Jordan Abel said:
Well, the article is a bit misleading. For an unprepared reader it might
create an impression of C language allowing implicit use of an integer
value in a function pointer context, which is not the case. In many
cases one can definitely work around the C type-control system without
using explicit cast (for example, but relying on the implicit "to void*"
and "from void*" pointer conversions), but it is normally not a one-step
process.
The truth is C language merely provides certain means for performing
these violations of the type system. Using these means in the program
still requires a conscious effort from the user in most cases,
especially when it comes to mixing values from the realm of "data" and
values from the realm of "code" (as in the above "integer as function
pointer" example).
Yeah - And _especially_ in that case, you can't do it by accident - In
fact, it requires syntax that I had to look up: ((int(*)())42)() - and
none of those parentheses are redundant - leave out any pair and it
wont' compile. [well, if you leave out the rightmost pair, it simply
won't attempt to make a function call, i guess] That amount of required
effort to get it to work certainly requires some level of intent.
But the easy way to treat an integer as a function pointer is to run off the
end of an array, and thus write an integer where a function pointer is
supposed to be.
It's not really about what the standard authorises, it's about what
compilers are able or unable to prevent, by virtue of the language design
and syntax. Strictly conforming C is necessarily type-safe, but the
compiler can't check that code is strictly conforming. In code that's
merely intended to be C, another very easy way to implicitly treat an
integer as a pointer, for instance, is to forget an & when calling scanf.
Undefined behaviour of course, but the point of type safety would be to get
good undefined behaviour -- compilation error or at worst a run-time trap --
rather than bad undefined behaviour.
To get the kind of type safety defined in the article, which comes from an
abstract computer-science perspective, you would have to prevent buffer
overruns, prevent reaching the end of a non-void function, prevent reading
of uninitialised data, keep track of the type associated with dynamic
storage, eliminate variadic functions, etc etc etc.
There are good reasons why C doesn't do this stuff. This is why we like it.
But a few dodgy casts aren't the beginning of C's lack of type safety
(unless you have a much narrower definition of type safety) -- they're just
extras thrown in on the grounds that it's already hopeless so it hardly
matters.
To go back to the OPs request for an example, here's one:
#include <math.h>
struct st {
double x[1];
double (*func)(double);
};
int main (void) {
struct st s;
s.func = sqrt;
s.x[0] = 1.0;
s.x[1] = 33.7; /* bad */
(void)s.func(s.x[0]);
return 0;
}
By writing off the end of the array, I've probably scribbled over the
function pointer, which I then call through, regardless.
Gcc -ansi -pedantic -Wall compiles this without warnings, and there's no
guarantee that the run-time error will be trapped before anything bad
happens.
Granted a smart-enough compiler could catch this simple example, but a more
elaborate example involving multiple translation units and/or run-time
control flow would be essentially uncatchable.
Not earth-shattering news of course, but it's a very general article, and
isn't aiming to tackle the subtleties.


Consider the listing below. Extract exactly the lines from the line containing "Show the detection" to the line containing "Screen resolution is", both included.

* **EXTRACTED ENTRIES**
= Beginning of Section =

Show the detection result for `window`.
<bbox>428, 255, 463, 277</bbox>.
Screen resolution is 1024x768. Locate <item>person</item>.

= End of Section =
= Beginning of Section =

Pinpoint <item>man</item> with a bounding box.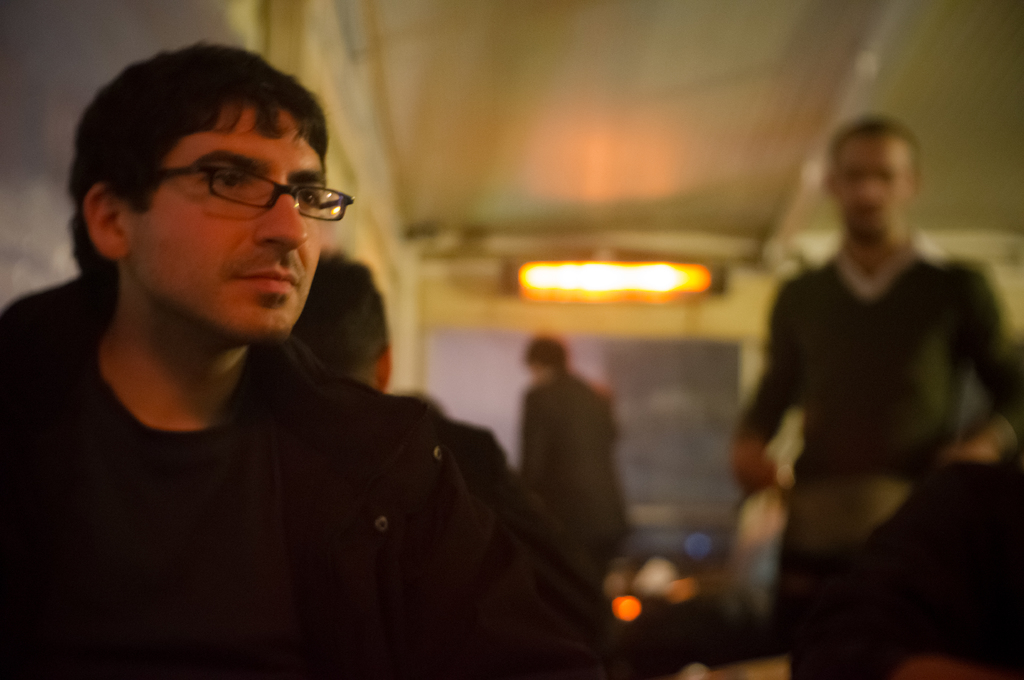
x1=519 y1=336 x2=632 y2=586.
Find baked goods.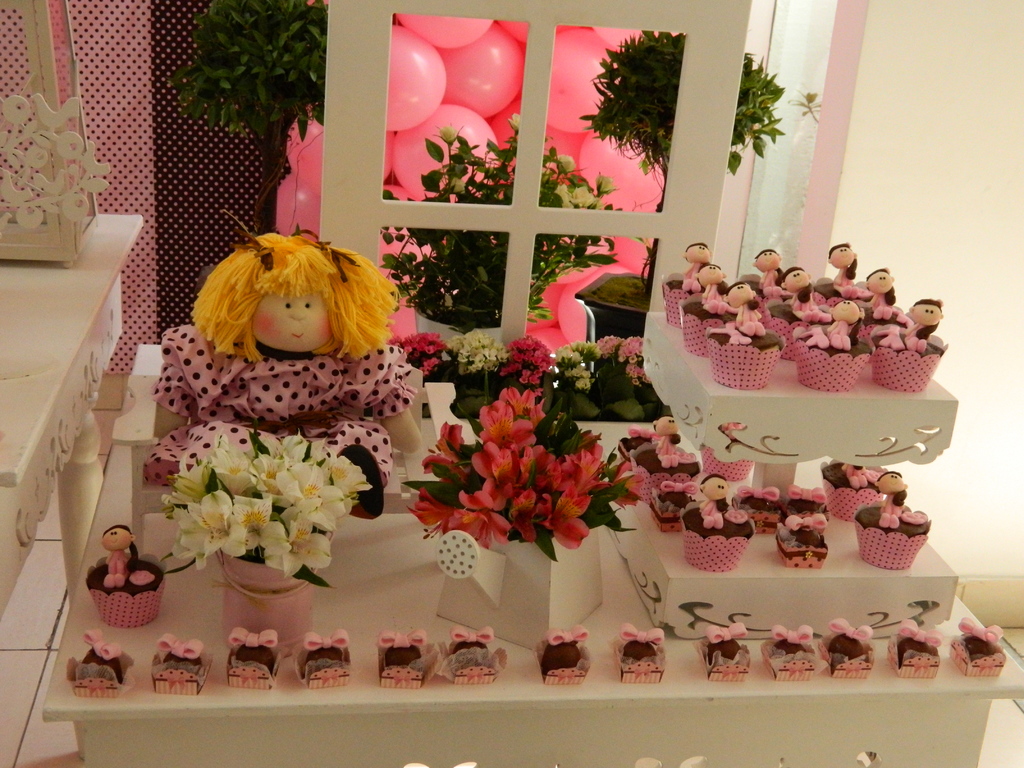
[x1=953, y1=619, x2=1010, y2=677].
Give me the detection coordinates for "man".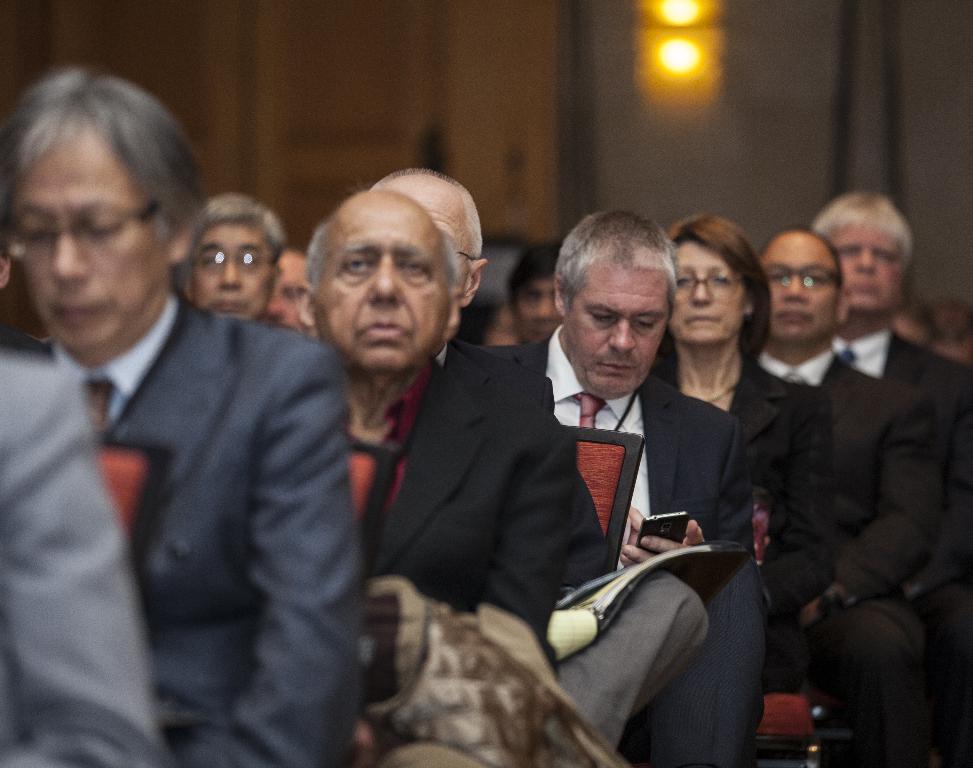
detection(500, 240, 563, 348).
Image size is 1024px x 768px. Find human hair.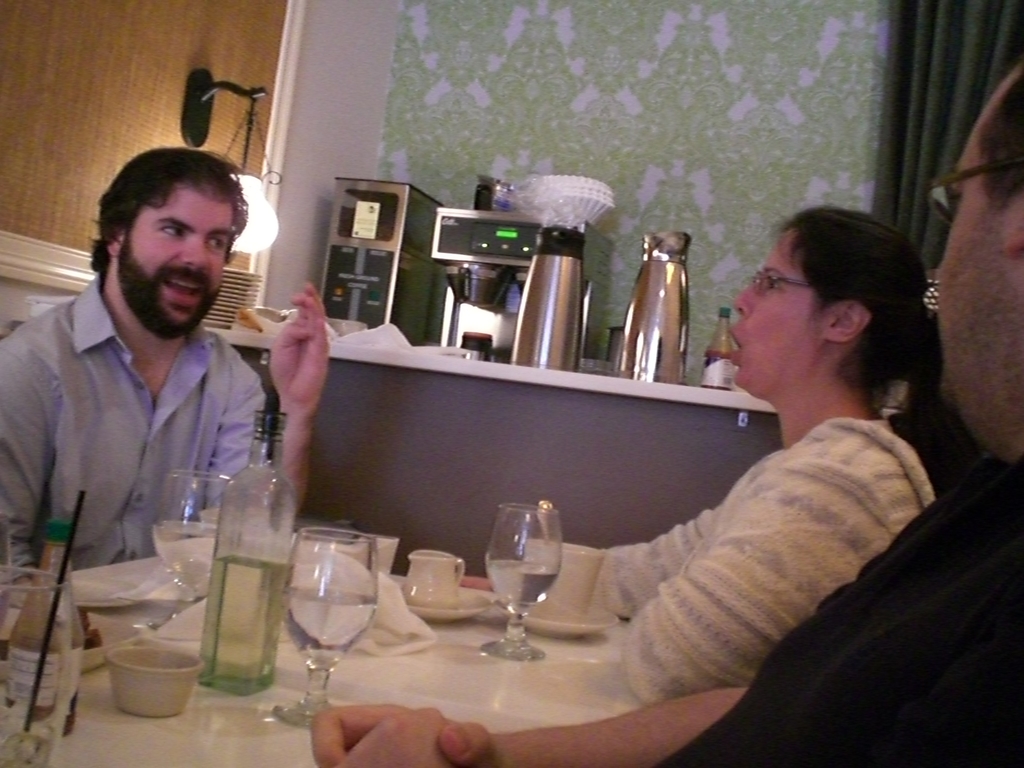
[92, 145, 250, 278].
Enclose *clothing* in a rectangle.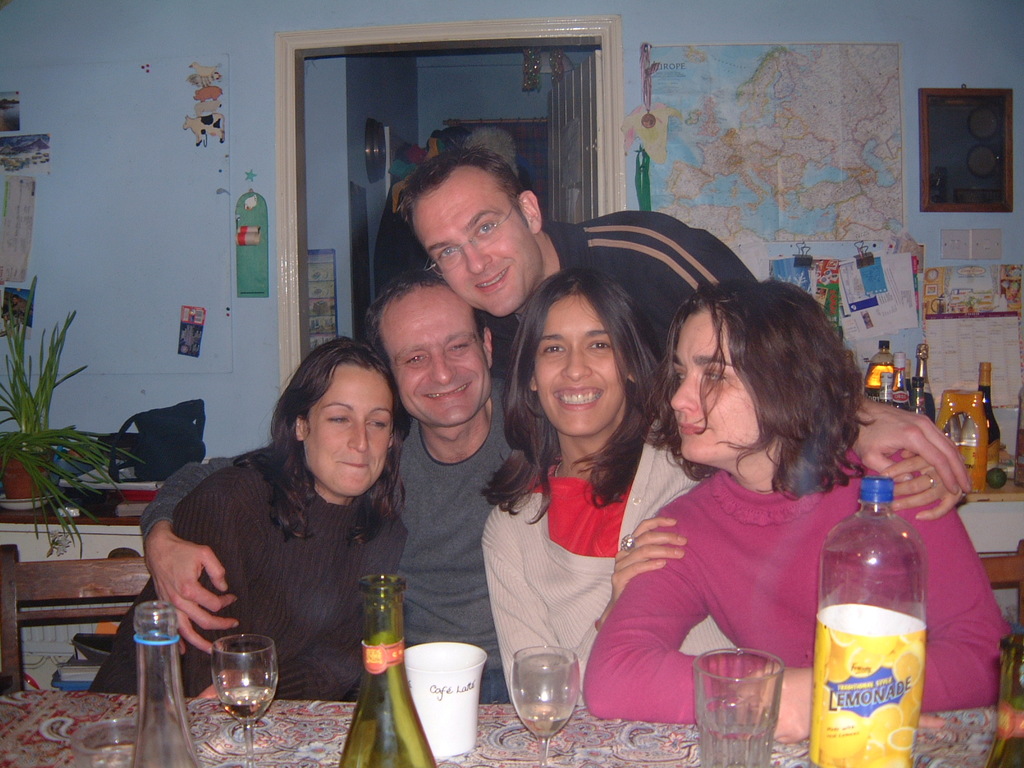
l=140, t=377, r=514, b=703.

= End of Section =
= Beginning of Section =

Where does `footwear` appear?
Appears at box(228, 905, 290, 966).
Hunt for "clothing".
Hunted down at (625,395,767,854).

= End of Section =

* **WRITTEN RESPONSE**
Show the detection result for `window`.
<bbox>428, 255, 463, 277</bbox>.
Screen resolution is 1024x768. Locate <item>person</item>.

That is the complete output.